The Transition Town Movement with Rob Hopkins
Rob Hopkins recently appeared as a guest on the the Permaculture Podcast with Scott Mann. Their conversation spans permaculture, Transition, BREXIT, and what it takes build real community resilience.
Rob Hopkins recently appeared as a guest on the the Permaculture Podcast with Scott Mann. Their conversation spans permaculture, Transition, BREXIT, and what it takes build real community resilience.
Some of the public may sympathize with workers like those in No Chains, who want to produce garments, but without being exploited. The question is how?
I recently took up the challenge to talk about inner transition in the garden of an eco-village project in Värmland County, Sweden. A lot of sun, beautiful place, no flip-chart or power points. Here is a short account of what I talked about.
If we want to see food waste, we have to look beyond landfill sites.
It becomes clearer with each passing day that simply ameliorating current problems is not going to be sufficient. This blog is about how we might scale up transformative change.
U.S. District Judge James Boasberg on Tuesday reportedly denied an emergency request for a restraining order filed by the Standing Rock Sioux, however, the hearing is being seen as a partial victory for the tribe.
Journalist Judith D. Schwartz turns her attention to one of the biggest socio-economic-ecological issues of the 21st century – water management – in her new book, Water in Plain Sight: Hope for a Thirsty World.
If nothing is done to stop the impact of climate change, some of the oldest living cultures in the world could die out. An all-Indigenous youth activist group in Australia has risen to the challenge.
While it’s great to see the staff at the Federation of Worker Cooperatives helping worker co-ops harness the power of cooperation in their benefits packages, there are a number of aspects of the 401(k) model of retirement saving that I think should be cause for concern among cooperators.
Why do so many expos, festivals and biennials promise to change the world for the better – only to end up as trash?
For thousands of generations our forebears lived in the tangible world, surrounded by family and companions in a world with few strangers, engaged in the vital, heavy-breathing work of creating their own food and shelter.
For the soil is the gut – the source of nourishment – for the plants we farmers grow. And it now seems there is a vital link between the microbiome of our intestines and the microbiome of the soil.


Retype the data in its entirety, with no word changed.
-=-=-
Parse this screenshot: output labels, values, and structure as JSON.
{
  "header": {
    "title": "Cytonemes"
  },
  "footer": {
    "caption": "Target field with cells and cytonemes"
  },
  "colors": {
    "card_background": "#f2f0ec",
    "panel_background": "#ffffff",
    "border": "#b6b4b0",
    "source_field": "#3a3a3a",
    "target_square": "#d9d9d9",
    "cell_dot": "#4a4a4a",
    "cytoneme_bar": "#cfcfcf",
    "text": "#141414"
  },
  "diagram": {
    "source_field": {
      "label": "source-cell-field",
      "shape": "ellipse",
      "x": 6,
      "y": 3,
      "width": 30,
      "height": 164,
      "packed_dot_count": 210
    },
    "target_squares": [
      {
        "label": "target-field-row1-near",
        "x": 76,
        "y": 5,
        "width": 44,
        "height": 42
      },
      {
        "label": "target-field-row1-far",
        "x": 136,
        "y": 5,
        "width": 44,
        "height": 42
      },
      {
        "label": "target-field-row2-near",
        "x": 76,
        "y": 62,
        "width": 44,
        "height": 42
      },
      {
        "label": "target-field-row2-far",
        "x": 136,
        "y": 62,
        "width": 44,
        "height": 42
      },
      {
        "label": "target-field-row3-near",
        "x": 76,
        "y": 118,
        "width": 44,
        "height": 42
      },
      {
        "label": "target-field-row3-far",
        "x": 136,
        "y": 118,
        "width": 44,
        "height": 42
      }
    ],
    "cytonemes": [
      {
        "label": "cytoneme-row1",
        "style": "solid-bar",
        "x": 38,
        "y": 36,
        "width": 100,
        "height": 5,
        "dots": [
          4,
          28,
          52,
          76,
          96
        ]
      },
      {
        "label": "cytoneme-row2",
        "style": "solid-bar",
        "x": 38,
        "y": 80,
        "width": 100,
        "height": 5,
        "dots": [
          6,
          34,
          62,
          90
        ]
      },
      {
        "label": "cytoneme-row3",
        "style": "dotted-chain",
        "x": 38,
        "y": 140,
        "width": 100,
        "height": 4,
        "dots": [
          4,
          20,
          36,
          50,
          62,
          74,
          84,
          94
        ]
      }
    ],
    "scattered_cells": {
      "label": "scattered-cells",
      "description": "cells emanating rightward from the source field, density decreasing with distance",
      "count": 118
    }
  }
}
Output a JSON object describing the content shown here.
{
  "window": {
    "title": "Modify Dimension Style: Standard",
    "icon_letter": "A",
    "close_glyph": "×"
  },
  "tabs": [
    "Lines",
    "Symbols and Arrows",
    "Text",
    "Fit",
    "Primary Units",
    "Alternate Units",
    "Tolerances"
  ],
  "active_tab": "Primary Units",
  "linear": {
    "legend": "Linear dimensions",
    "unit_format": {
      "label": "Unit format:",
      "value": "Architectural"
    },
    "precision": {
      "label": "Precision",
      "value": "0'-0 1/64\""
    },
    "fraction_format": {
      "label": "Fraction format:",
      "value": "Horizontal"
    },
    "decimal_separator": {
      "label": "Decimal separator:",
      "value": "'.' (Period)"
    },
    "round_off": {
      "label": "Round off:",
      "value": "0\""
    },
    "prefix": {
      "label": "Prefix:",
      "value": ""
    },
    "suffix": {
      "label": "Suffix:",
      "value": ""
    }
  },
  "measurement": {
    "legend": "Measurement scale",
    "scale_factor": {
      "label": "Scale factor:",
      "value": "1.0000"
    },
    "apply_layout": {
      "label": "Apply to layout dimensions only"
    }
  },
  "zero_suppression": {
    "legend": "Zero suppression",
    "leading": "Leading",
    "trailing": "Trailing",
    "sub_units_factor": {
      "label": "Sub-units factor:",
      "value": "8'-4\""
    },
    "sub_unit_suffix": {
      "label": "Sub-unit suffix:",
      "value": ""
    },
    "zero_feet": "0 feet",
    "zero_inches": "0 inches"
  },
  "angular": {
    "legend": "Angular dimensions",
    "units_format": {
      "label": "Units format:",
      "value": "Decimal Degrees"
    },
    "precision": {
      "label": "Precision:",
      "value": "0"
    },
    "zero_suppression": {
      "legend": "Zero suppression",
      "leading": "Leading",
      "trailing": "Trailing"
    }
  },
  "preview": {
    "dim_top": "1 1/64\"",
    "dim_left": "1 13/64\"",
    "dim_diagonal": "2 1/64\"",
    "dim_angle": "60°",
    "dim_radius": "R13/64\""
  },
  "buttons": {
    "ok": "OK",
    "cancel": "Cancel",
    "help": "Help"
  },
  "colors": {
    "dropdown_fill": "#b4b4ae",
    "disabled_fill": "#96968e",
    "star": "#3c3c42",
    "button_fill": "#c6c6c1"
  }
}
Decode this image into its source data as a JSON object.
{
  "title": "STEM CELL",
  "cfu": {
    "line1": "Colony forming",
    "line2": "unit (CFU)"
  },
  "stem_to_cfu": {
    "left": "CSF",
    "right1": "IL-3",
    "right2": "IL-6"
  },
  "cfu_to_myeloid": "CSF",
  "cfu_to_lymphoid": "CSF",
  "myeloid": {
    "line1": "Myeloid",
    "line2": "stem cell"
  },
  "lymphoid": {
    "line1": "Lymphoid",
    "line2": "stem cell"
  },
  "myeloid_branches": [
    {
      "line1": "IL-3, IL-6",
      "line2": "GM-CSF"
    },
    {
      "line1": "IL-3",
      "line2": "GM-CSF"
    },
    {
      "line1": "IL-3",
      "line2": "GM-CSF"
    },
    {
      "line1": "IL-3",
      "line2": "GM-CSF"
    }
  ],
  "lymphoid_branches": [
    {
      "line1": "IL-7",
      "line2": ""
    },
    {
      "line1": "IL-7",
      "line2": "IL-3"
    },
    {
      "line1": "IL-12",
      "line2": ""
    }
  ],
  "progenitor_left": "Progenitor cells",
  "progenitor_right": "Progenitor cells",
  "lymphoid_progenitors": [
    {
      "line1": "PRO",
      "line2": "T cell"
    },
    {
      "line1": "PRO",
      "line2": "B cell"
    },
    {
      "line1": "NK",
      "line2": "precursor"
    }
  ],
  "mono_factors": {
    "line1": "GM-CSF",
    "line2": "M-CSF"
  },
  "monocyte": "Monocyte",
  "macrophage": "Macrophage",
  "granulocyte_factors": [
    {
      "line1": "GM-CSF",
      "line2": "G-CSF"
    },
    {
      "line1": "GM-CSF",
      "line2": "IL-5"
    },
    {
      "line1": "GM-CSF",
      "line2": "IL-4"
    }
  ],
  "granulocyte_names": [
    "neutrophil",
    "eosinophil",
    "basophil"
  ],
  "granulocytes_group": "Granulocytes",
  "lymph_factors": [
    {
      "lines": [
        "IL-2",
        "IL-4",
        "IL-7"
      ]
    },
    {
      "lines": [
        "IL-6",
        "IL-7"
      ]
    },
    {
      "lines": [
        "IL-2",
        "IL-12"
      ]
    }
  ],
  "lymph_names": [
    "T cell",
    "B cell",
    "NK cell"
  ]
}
-=-=-
- _EXERCISE OUTPUT_
Parse this screenshot: output labels, values, and structure as JSON.
{
  "header": {
    "title": "Cytonemes"
  },
  "footer": {
    "caption": "Target field with cells and cytonemes"
  },
  "colors": {
    "card_background": "#f2f0ec",
    "panel_background": "#ffffff",
    "border": "#b6b4b0",
    "source_field": "#3a3a3a",
    "target_square": "#d9d9d9",
    "cell_dot": "#4a4a4a",
    "cytoneme_bar": "#cfcfcf",
    "text": "#141414"
  },
  "diagram": {
    "source_field": {
      "label": "source-cell-field",
      "shape": "ellipse",
      "x": 6,
      "y": 3,
      "width": 30,
      "height": 164,
      "packed_dot_count": 210
    },
    "target_squares": [
      {
        "label": "target-field-row1-near",
        "x": 76,
        "y": 5,
        "width": 44,
        "height": 42
      },
      {
        "label": "target-field-row1-far",
        "x": 136,
        "y": 5,
        "width": 44,
        "height": 42
      },
      {
        "label": "target-field-row2-near",
        "x": 76,
        "y": 62,
        "width": 44,
        "height": 42
      },
      {
        "label": "target-field-row2-far",
        "x": 136,
        "y": 62,
        "width": 44,
        "height": 42
      },
      {
        "label": "target-field-row3-near",
        "x": 76,
        "y": 118,
        "width": 44,
        "height": 42
      },
      {
        "label": "target-field-row3-far",
        "x": 136,
        "y": 118,
        "width": 44,
        "height": 42
      }
    ],
    "cytonemes": [
      {
        "label": "cytoneme-row1",
        "style": "solid-bar",
        "x": 38,
        "y": 36,
        "width": 100,
        "height": 5,
        "dots": [
          4,
          28,
          52,
          76,
          96
        ]
      },
      {
        "label": "cytoneme-row2",
        "style": "solid-bar",
        "x": 38,
        "y": 80,
        "width": 100,
        "height": 5,
        "dots": [
          6,
          34,
          62,
          90
        ]
      },
      {
        "label": "cytoneme-row3",
        "style": "dotted-chain",
        "x": 38,
        "y": 140,
        "width": 100,
        "height": 4,
        "dots": [
          4,
          20,
          36,
          50,
          62,
          74,
          84,
          94
        ]
      }
    ],
    "scattered_cells": {
      "label": "scattered-cells",
      "description": "cells emanating rightward from the source field, density decreasing with distance",
      "count": 118
    }
  }
}
Output a JSON object describing the content shown here.
{
  "window": {
    "title": "Modify Dimension Style: Standard",
    "icon_letter": "A",
    "close_glyph": "×"
  },
  "tabs": [
    "Lines",
    "Symbols and Arrows",
    "Text",
    "Fit",
    "Primary Units",
    "Alternate Units",
    "Tolerances"
  ],
  "active_tab": "Primary Units",
  "linear": {
    "legend": "Linear dimensions",
    "unit_format": {
      "label": "Unit format:",
      "value": "Architectural"
    },
    "precision": {
      "label": "Precision",
      "value": "0'-0 1/64\""
    },
    "fraction_format": {
      "label": "Fraction format:",
      "value": "Horizontal"
    },
    "decimal_separator": {
      "label": "Decimal separator:",
      "value": "'.' (Period)"
    },
    "round_off": {
      "label": "Round off:",
      "value": "0\""
    },
    "prefix": {
      "label": "Prefix:",
      "value": ""
    },
    "suffix": {
      "label": "Suffix:",
      "value": ""
    }
  },
  "measurement": {
    "legend": "Measurement scale",
    "scale_factor": {
      "label": "Scale factor:",
      "value": "1.0000"
    },
    "apply_layout": {
      "label": "Apply to layout dimensions only"
    }
  },
  "zero_suppression": {
    "legend": "Zero suppression",
    "leading": "Leading",
    "trailing": "Trailing",
    "sub_units_factor": {
      "label": "Sub-units factor:",
      "value": "8'-4\""
    },
    "sub_unit_suffix": {
      "label": "Sub-unit suffix:",
      "value": ""
    },
    "zero_feet": "0 feet",
    "zero_inches": "0 inches"
  },
  "angular": {
    "legend": "Angular dimensions",
    "units_format": {
      "label": "Units format:",
      "value": "Decimal Degrees"
    },
    "precision": {
      "label": "Precision:",
      "value": "0"
    },
    "zero_suppression": {
      "legend": "Zero suppression",
      "leading": "Leading",
      "trailing": "Trailing"
    }
  },
  "preview": {
    "dim_top": "1 1/64\"",
    "dim_left": "1 13/64\"",
    "dim_diagonal": "2 1/64\"",
    "dim_angle": "60°",
    "dim_radius": "R13/64\""
  },
  "buttons": {
    "ok": "OK",
    "cancel": "Cancel",
    "help": "Help"
  },
  "colors": {
    "dropdown_fill": "#b4b4ae",
    "disabled_fill": "#96968e",
    "star": "#3c3c42",
    "button_fill": "#c6c6c1"
  }
}
Decode this image into its source data as a JSON object.
{
  "title": "STEM CELL",
  "cfu": {
    "line1": "Colony forming",
    "line2": "unit (CFU)"
  },
  "stem_to_cfu": {
    "left": "CSF",
    "right1": "IL-3",
    "right2": "IL-6"
  },
  "cfu_to_myeloid": "CSF",
  "cfu_to_lymphoid": "CSF",
  "myeloid": {
    "line1": "Myeloid",
    "line2": "stem cell"
  },
  "lymphoid": {
    "line1": "Lymphoid",
    "line2": "stem cell"
  },
  "myeloid_branches": [
    {
      "line1": "IL-3, IL-6",
      "line2": "GM-CSF"
    },
    {
      "line1": "IL-3",
      "line2": "GM-CSF"
    },
    {
      "line1": "IL-3",
      "line2": "GM-CSF"
    },
    {
      "line1": "IL-3",
      "line2": "GM-CSF"
    }
  ],
  "lymphoid_branches": [
    {
      "line1": "IL-7",
      "line2": ""
    },
    {
      "line1": "IL-7",
      "line2": "IL-3"
    },
    {
      "line1": "IL-12",
      "line2": ""
    }
  ],
  "progenitor_left": "Progenitor cells",
  "progenitor_right": "Progenitor cells",
  "lymphoid_progenitors": [
    {
      "line1": "PRO",
      "line2": "T cell"
    },
    {
      "line1": "PRO",
      "line2": "B cell"
    },
    {
      "line1": "NK",
      "line2": "precursor"
    }
  ],
  "mono_factors": {
    "line1": "GM-CSF",
    "line2": "M-CSF"
  },
  "monocyte": "Monocyte",
  "macrophage": "Macrophage",
  "granulocyte_factors": [
    {
      "line1": "GM-CSF",
      "line2": "G-CSF"
    },
    {
      "line1": "GM-CSF",
      "line2": "IL-5"
    },
    {
      "line1": "GM-CSF",
      "line2": "IL-4"
    }
  ],
  "granulocyte_names": [
    "neutrophil",
    "eosinophil",
    "basophil"
  ],
  "granulocytes_group": "Granulocytes",
  "lymph_factors": [
    {
      "lines": [
        "IL-2",
        "IL-4",
        "IL-7"
      ]
    },
    {
      "lines": [
        "IL-6",
        "IL-7"
      ]
    },
    {
      "lines": [
        "IL-2",
        "IL-12"
      ]
    }
  ],
  "lymph_names": [
    "T cell",
    "B cell",
    "NK cell"
  ]
}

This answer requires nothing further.